Routing - 2024.2 English

Vivado Design Suite User Guide: Implementation (UG904)

Document ID
UG904
Release Date
2024-11-14
Version
2024.2 English

The Vivado router performs routing on the placed design, and performs optimization on the routed design to resolve hold time violations.

The Vivado router starts with a placed design and attempts to route all nets. It can start with a placed design that is unrouted, partially routed, or fully routed.

For a partially routed design, the Vivado router uses the existing routes as the starting point, instead of starting from scratch. For a fully-routed design, the router checks for timing violations and attempts to re-route critical portions to meet timing.

Note: The re-routing process is commonly referred to as "rip-up and re-route."

The router provides options to route the entire design or to route individual nets and pins.

When routing the entire design, the flow is timing-driven, using automatic timing budgeting based on the timing constraints.

Routing individual nets and pins can be performed using two distinct modes:

  • Interactive Router mode
  • Auto-Delay mode

The Interactive Router mode uses fast, lightweight timing modeling for greater responsiveness in an interactive session.

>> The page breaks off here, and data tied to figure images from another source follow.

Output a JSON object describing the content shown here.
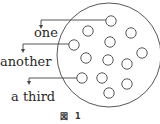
{
  "diagram": {
    "labels": [
      {
        "id": "one",
        "text": "one"
      },
      {
        "id": "another",
        "text": "another"
      },
      {
        "id": "third",
        "text": "a third"
      }
    ],
    "caption": {
      "prefix": "図",
      "number": "1"
    },
    "small_circle_count": 13,
    "colors": {
      "stroke": "#444444",
      "text": "#2a2a2a",
      "background": "#ffffff"
    }
  }
}
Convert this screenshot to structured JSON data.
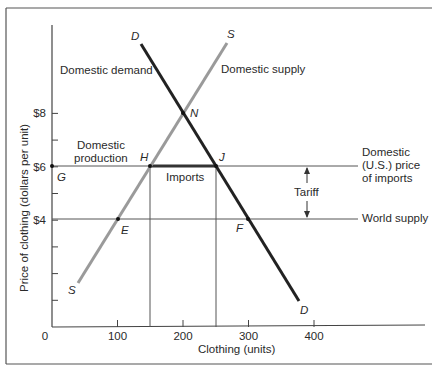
{
  "chart_data": {
    "type": "line",
    "title": "",
    "xlabel": "Clothing (units)",
    "ylabel": "Price of clothing (dollars per unit)",
    "xlim": [
      0,
      540
    ],
    "ylim": [
      0,
      11.3
    ],
    "x_ticks": [
      {
        "value": 0,
        "label": "0"
      },
      {
        "value": 100,
        "label": "100"
      },
      {
        "value": 200,
        "label": "200"
      },
      {
        "value": 300,
        "label": "300"
      },
      {
        "value": 400,
        "label": "400"
      }
    ],
    "y_ticks": [
      {
        "value": 1,
        "label": ""
      },
      {
        "value": 2,
        "label": ""
      },
      {
        "value": 3,
        "label": ""
      },
      {
        "value": 4,
        "label": "$4"
      },
      {
        "value": 5,
        "label": ""
      },
      {
        "value": 6,
        "label": "$6"
      },
      {
        "value": 7,
        "label": ""
      },
      {
        "value": 8,
        "label": "$8"
      }
    ],
    "grid": false,
    "series": [
      {
        "name": "Domestic demand",
        "curve_label": "D",
        "color": "#222222",
        "points": [
          [
            137,
            10.6
          ],
          [
            380,
            0.95
          ]
        ]
      },
      {
        "name": "Domestic supply",
        "curve_label": "S",
        "color": "#9a9a9a",
        "points": [
          [
            40,
            1.65
          ],
          [
            268,
            10.6
          ]
        ]
      },
      {
        "name": "Domestic (U.S.) price of imports",
        "color": "#444444",
        "points": [
          [
            0,
            6
          ],
          [
            470,
            6
          ]
        ]
      },
      {
        "name": "World supply",
        "color": "#444444",
        "points": [
          [
            0,
            4
          ],
          [
            470,
            4
          ]
        ]
      }
    ],
    "imports_segment": {
      "label": "Imports",
      "from": [
        150,
        6
      ],
      "to": [
        250,
        6
      ],
      "color": "#333333"
    },
    "vertical_guides": [
      150,
      250
    ],
    "tariff": {
      "label": "Tariff",
      "x": 400,
      "from": 4,
      "to": 6
    },
    "points": [
      {
        "name": "N",
        "x": 200,
        "y": 8
      },
      {
        "name": "H",
        "x": 150,
        "y": 6
      },
      {
        "name": "J",
        "x": 250,
        "y": 6
      },
      {
        "name": "G",
        "x": 0,
        "y": 6
      },
      {
        "name": "E",
        "x": 100,
        "y": 4
      },
      {
        "name": "F",
        "x": 300,
        "y": 4
      }
    ],
    "annotations": [
      "Domestic demand",
      "Domestic supply",
      "Domestic production",
      "Imports",
      "Domestic (U.S.) price of imports",
      "Tariff",
      "World supply"
    ]
  },
  "labels": {
    "domestic_demand": "Domestic demand",
    "domestic_supply": "Domestic supply",
    "domestic_production_1": "Domestic",
    "domestic_production_2": "production",
    "imports": "Imports",
    "price_imports_1": "Domestic",
    "price_imports_2": "(U.S.) price",
    "price_imports_3": "of imports",
    "tariff": "Tariff",
    "world_supply": "World supply",
    "d_top": "D",
    "d_bottom": "D",
    "s_top": "S",
    "s_bottom": "S",
    "n": "N",
    "h": "H",
    "j": "J",
    "g": "G",
    "e": "E",
    "f": "F",
    "xlabel": "Clothing (units)",
    "ylabel": "Price of clothing (dollars per unit)"
  }
}
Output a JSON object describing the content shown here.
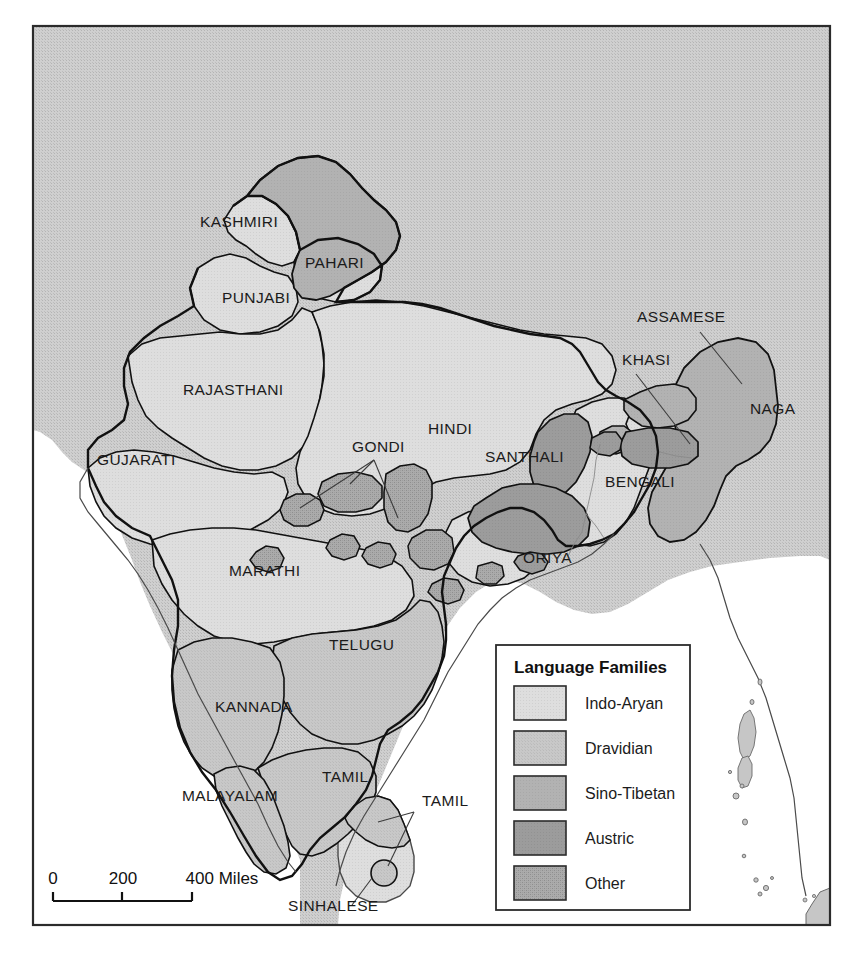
{
  "map": {
    "title": "Language Families of South Asia",
    "frame": {
      "border_color": "#2b2b2b"
    },
    "colors": {
      "page_background": "#ffffff",
      "ocean": "#ffffff",
      "neighbor_land": "#c9c9c9",
      "indo_aryan": "#dcdcdc",
      "dravidian": "#c6c6c6",
      "sino_tibetan": "#b0b0b0",
      "austric": "#9a9a9a",
      "other": "#a3a3a3",
      "boundary": "#111111",
      "coastline": "#4a4a4a",
      "label_text": "#1b1b1b"
    },
    "labels": [
      {
        "text": "KASHMIRI",
        "x": 200,
        "y": 227,
        "family": "indo_aryan"
      },
      {
        "text": "PAHARI",
        "x": 305,
        "y": 268,
        "family": "indo_aryan"
      },
      {
        "text": "PUNJABI",
        "x": 222,
        "y": 303,
        "family": "indo_aryan"
      },
      {
        "text": "RAJASTHANI",
        "x": 183,
        "y": 395,
        "family": "indo_aryan"
      },
      {
        "text": "GUJARATI",
        "x": 97,
        "y": 465,
        "family": "indo_aryan"
      },
      {
        "text": "HINDI",
        "x": 428,
        "y": 434,
        "family": "indo_aryan"
      },
      {
        "text": "GONDI",
        "x": 352,
        "y": 452,
        "family": "other"
      },
      {
        "text": "SANTHALI",
        "x": 485,
        "y": 462,
        "family": "austric"
      },
      {
        "text": "BENGALI",
        "x": 605,
        "y": 487,
        "family": "indo_aryan"
      },
      {
        "text": "ASSAMESE",
        "x": 637,
        "y": 322,
        "family": "indo_aryan"
      },
      {
        "text": "KHASI",
        "x": 622,
        "y": 365,
        "family": "austric"
      },
      {
        "text": "NAGA",
        "x": 750,
        "y": 414,
        "family": "sino_tibetan"
      },
      {
        "text": "ORIYA",
        "x": 523,
        "y": 563,
        "family": "indo_aryan"
      },
      {
        "text": "MARATHI",
        "x": 229,
        "y": 576,
        "family": "indo_aryan"
      },
      {
        "text": "TELUGU",
        "x": 329,
        "y": 650,
        "family": "dravidian"
      },
      {
        "text": "KANNADA",
        "x": 215,
        "y": 712,
        "family": "dravidian"
      },
      {
        "text": "TAMIL",
        "x": 322,
        "y": 782,
        "family": "dravidian"
      },
      {
        "text": "MALAYALAM",
        "x": 182,
        "y": 801,
        "family": "dravidian"
      },
      {
        "text": "TAMIL",
        "x": 422,
        "y": 806,
        "family": "dravidian"
      },
      {
        "text": "SINHALESE",
        "x": 288,
        "y": 911,
        "family": "indo_aryan"
      }
    ],
    "scale_bar": {
      "ticks": [
        "0",
        "200",
        "400 Miles"
      ],
      "unit": "Miles"
    },
    "legend": {
      "title": "Language Families",
      "items": [
        {
          "label": "Indo-Aryan",
          "color": "#dcdcdc",
          "pattern": "plain"
        },
        {
          "label": "Dravidian",
          "color": "#c6c6c6",
          "pattern": "fine-dot"
        },
        {
          "label": "Sino-Tibetan",
          "color": "#b0b0b0",
          "pattern": "plain"
        },
        {
          "label": "Austric",
          "color": "#9a9a9a",
          "pattern": "plain"
        },
        {
          "label": "Other",
          "color": "#a3a3a3",
          "pattern": "cross-dot"
        }
      ]
    }
  }
}
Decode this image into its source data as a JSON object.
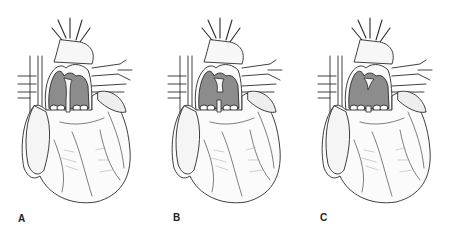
{
  "figure": {
    "background": "#ffffff",
    "line_color": "#2a2a2a",
    "chamber_fill": "#8c8c8c",
    "panels": [
      {
        "label": "A",
        "variant": "separate",
        "offset_x": 0,
        "label_x": 18,
        "label_y": 213
      },
      {
        "label": "B",
        "variant": "partial",
        "offset_x": 150,
        "label_x": 23,
        "label_y": 212
      },
      {
        "label": "C",
        "variant": "common",
        "offset_x": 300,
        "label_x": 20,
        "label_y": 212
      }
    ]
  }
}
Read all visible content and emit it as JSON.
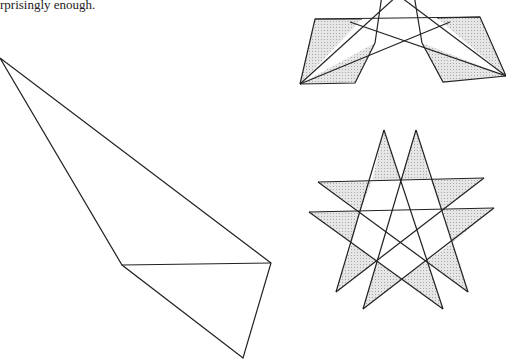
{
  "caption": "rprisingly enough.",
  "colors": {
    "stroke": "#222222",
    "shade": "#d9d9d9",
    "background": "#ffffff"
  },
  "figures": {
    "kite": {
      "points": [
        [
          0,
          58
        ],
        [
          122,
          265
        ],
        [
          243,
          358
        ],
        [
          271,
          263
        ]
      ],
      "chord": [
        [
          122,
          265
        ],
        [
          271,
          263
        ]
      ]
    },
    "crossed_parallelograms": {
      "left_parallelogram": [
        [
          315,
          19
        ],
        [
          362,
          19
        ],
        [
          355,
          83
        ],
        [
          300,
          84
        ]
      ],
      "right_parallelogram": [
        [
          437,
          18
        ],
        [
          480,
          17
        ],
        [
          506,
          76
        ],
        [
          443,
          82
        ]
      ]
    },
    "double_pentagram": {
      "peaks": [
        [
          384,
          130
        ],
        [
          416,
          130
        ]
      ],
      "left_tips": [
        [
          318,
          182
        ],
        [
          309,
          212
        ]
      ],
      "right_tips": [
        [
          484,
          178
        ],
        [
          494,
          208
        ]
      ],
      "bottom_tips": [
        [
          336,
          292
        ],
        [
          363,
          309
        ],
        [
          443,
          309
        ],
        [
          468,
          292
        ]
      ]
    }
  }
}
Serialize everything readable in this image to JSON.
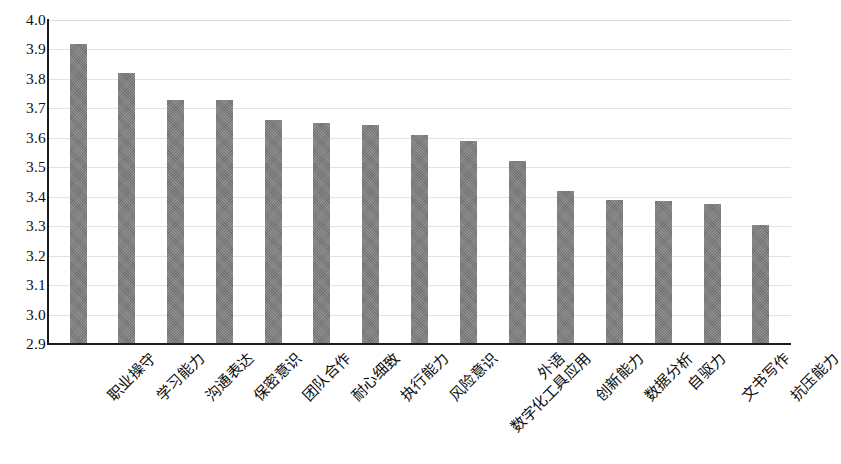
{
  "chart_data": {
    "type": "bar",
    "title": "",
    "subtitle": "",
    "xlabel": "",
    "ylabel": "",
    "ylim": [
      2.9,
      4.0
    ],
    "y_ticks": [
      "2.9",
      "3.0",
      "3.1",
      "3.2",
      "3.3",
      "3.4",
      "3.5",
      "3.6",
      "3.7",
      "3.8",
      "3.9",
      "4.0"
    ],
    "y_tick_values": [
      2.9,
      3.0,
      3.1,
      3.2,
      3.3,
      3.4,
      3.5,
      3.6,
      3.7,
      3.8,
      3.9,
      4.0
    ],
    "grid": true,
    "grid_axis": "y",
    "legend": false,
    "legend_position": "none",
    "bar_color": "#7b7b7b",
    "grid_color": "#e2e2e2",
    "axis_color": "#1d1d1d",
    "background_color": "#ffffff",
    "categories": [
      "职业操守",
      "学习能力",
      "沟通表达",
      "保密意识",
      "团队合作",
      "耐心细致",
      "执行能力",
      "风险意识",
      "数字化工具应用",
      "外语",
      "创新能力",
      "数据分析",
      "自驱力",
      "文书写作",
      "抗压能力"
    ],
    "values": [
      3.92,
      3.82,
      3.73,
      3.73,
      3.66,
      3.65,
      3.645,
      3.61,
      3.59,
      3.52,
      3.42,
      3.39,
      3.385,
      3.375,
      3.305
    ]
  }
}
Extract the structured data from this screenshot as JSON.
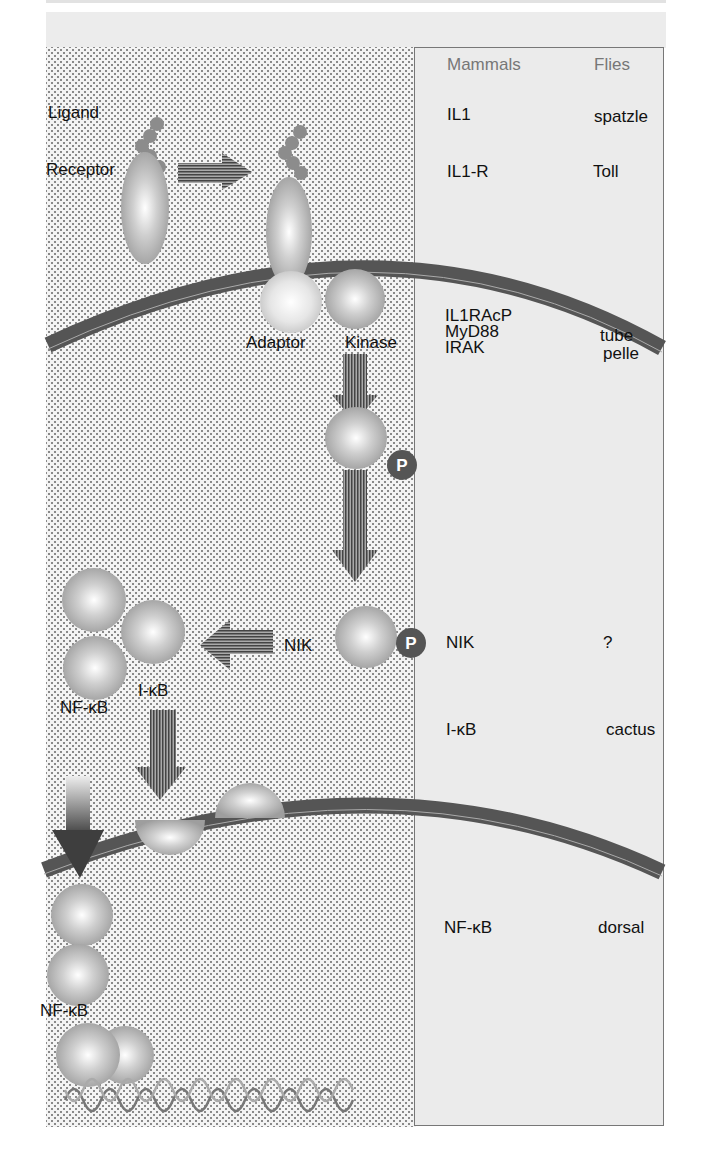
{
  "figure": {
    "labels": {
      "ligand": "Ligand",
      "receptor": "Receptor",
      "adaptor": "Adaptor",
      "kinase": "Kinase",
      "phospho_1": "P",
      "phospho_2": "P",
      "nik": "NIK",
      "ikb": "I-κB",
      "nfkb_complex": "NF-κB",
      "nfkb_nuclear": "NF-κB"
    },
    "colors": {
      "membrane": "#5a5a5a",
      "protein_fill": "#bdbdbd",
      "ligand_bead": "#8c8c8c",
      "phospho": "#555555",
      "panel_bg": "#ebebeb"
    }
  },
  "comparison_table": {
    "headers": {
      "mammals": "Mammals",
      "flies": "Flies"
    },
    "rows": [
      {
        "mammals": "IL1",
        "flies": "spatzle"
      },
      {
        "mammals": "IL1-R",
        "flies": "Toll"
      },
      {
        "mammals": "IL1RAcP\nMyD88\nIRAK",
        "flies": "\ntube\npelle"
      },
      {
        "mammals": "NIK",
        "flies": "?"
      },
      {
        "mammals": "I-κB",
        "flies": "cactus"
      },
      {
        "mammals": "NF-κB",
        "flies": "dorsal"
      }
    ],
    "row_parts": {
      "r3_m1": "IL1RAcP",
      "r3_m2": "MyD88",
      "r3_m3": "IRAK",
      "r3_f2": "tube",
      "r3_f3": "pelle"
    }
  }
}
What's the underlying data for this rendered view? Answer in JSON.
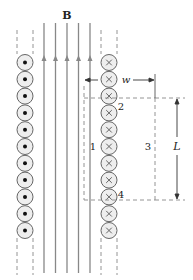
{
  "diagram": {
    "field_label": "B",
    "width_label": "w",
    "length_label": "L",
    "path_labels": [
      "1",
      "2",
      "3",
      "4"
    ],
    "left_column": {
      "current_direction": "out-of-page",
      "symbol": "dot",
      "count": 11
    },
    "right_column": {
      "current_direction": "into-page",
      "symbol": "cross",
      "count": 11
    },
    "field_lines": {
      "count": 5,
      "direction": "up"
    },
    "colors": {
      "line": "#555555",
      "field_line": "#888888",
      "circle_fill": "#eeeeee",
      "circle_stroke": "#666666",
      "dashed": "#888888"
    }
  }
}
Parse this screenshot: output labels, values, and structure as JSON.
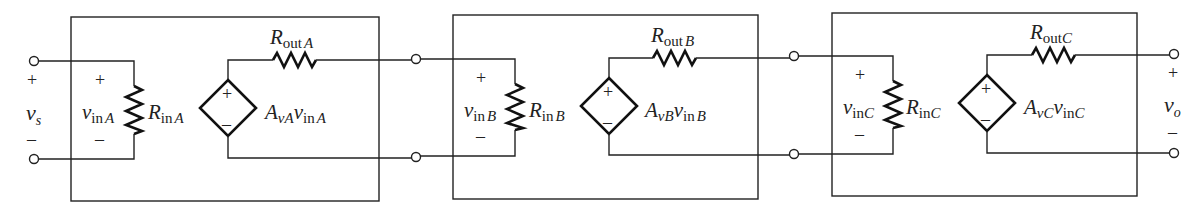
{
  "source": {
    "voltage_label": "v",
    "voltage_sub": "s",
    "plus": "+",
    "minus": "–"
  },
  "output": {
    "voltage_label": "v",
    "voltage_sub": "o",
    "plus": "+",
    "minus": "–"
  },
  "stages": [
    {
      "id": "A",
      "vin_main": "v",
      "vin_sub": "in",
      "vin_sub2": "A",
      "rin_main": "R",
      "rin_sub": "in",
      "rin_sub2": "A",
      "rout_main": "R",
      "rout_sub": "out",
      "rout_sub2": "A",
      "gain_main": "A",
      "gain_sub": "v",
      "gain_sub2": "A",
      "gain_v": "v",
      "gain_v_sub": "in",
      "gain_v_sub2": "A",
      "plus": "+",
      "minus": "–"
    },
    {
      "id": "B",
      "vin_main": "v",
      "vin_sub": "in",
      "vin_sub2": "B",
      "rin_main": "R",
      "rin_sub": "in",
      "rin_sub2": "B",
      "rout_main": "R",
      "rout_sub": "out",
      "rout_sub2": "B",
      "gain_main": "A",
      "gain_sub": "v",
      "gain_sub2": "B",
      "gain_v": "v",
      "gain_v_sub": "in",
      "gain_v_sub2": "B",
      "plus": "+",
      "minus": "–"
    },
    {
      "id": "C",
      "vin_main": "v",
      "vin_sub": "in",
      "vin_sub2": "C",
      "rin_main": "R",
      "rin_sub": "in",
      "rin_sub2": "C",
      "rout_main": "R",
      "rout_sub": "out",
      "rout_sub2": "C",
      "gain_main": "A",
      "gain_sub": "v",
      "gain_sub2": "C",
      "gain_v": "v",
      "gain_v_sub": "in",
      "gain_v_sub2": "C",
      "plus": "+",
      "minus": "–"
    }
  ]
}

Some delay accuracy is sacrificed with the estimated delays being pessimistic. Timing constraints are ignored in this mode, but there are several choices to influence the routing:

  • Resource-based routing (default): The router chooses from the available routing resources, resulting in the fastest router runtime.
  • Smallest delay (the -delay option): The router tries to achieve the smallest possible delay from the available routing resources.
  • Delay-driven (the -max_delay and -min_delay options): Specify timing requirements based on a maximum delay, minimum delay, or both. The router tries to route the net with a delay that meets the specified requirements.

In Auto-Delay mode, the router runs the timing-driven flow with automatic timing budgeting based on the timing constraints, but unlike the default flow, only the specified nets or pins are routed. This mode is used to route critical nets and pins before routing the remainder of the design. This includes nets and pins that are setup-critical, hold-critical, or both. Auto-Delay mode is not intended for routing individual nets in a design containing a significant amount of routing. Interactive routing should be used instead.

For best results when routing many individual nets and pins, prioritize and route these individually. This avoids contention for critical routing resources.

Routing requires a one-time “run time hit” for initialization, even when editing routes of nets and pins. The initialization time increases with the size of the design and with the size of the device. The router does not need to be re-initialized unless the design is closed and reopened.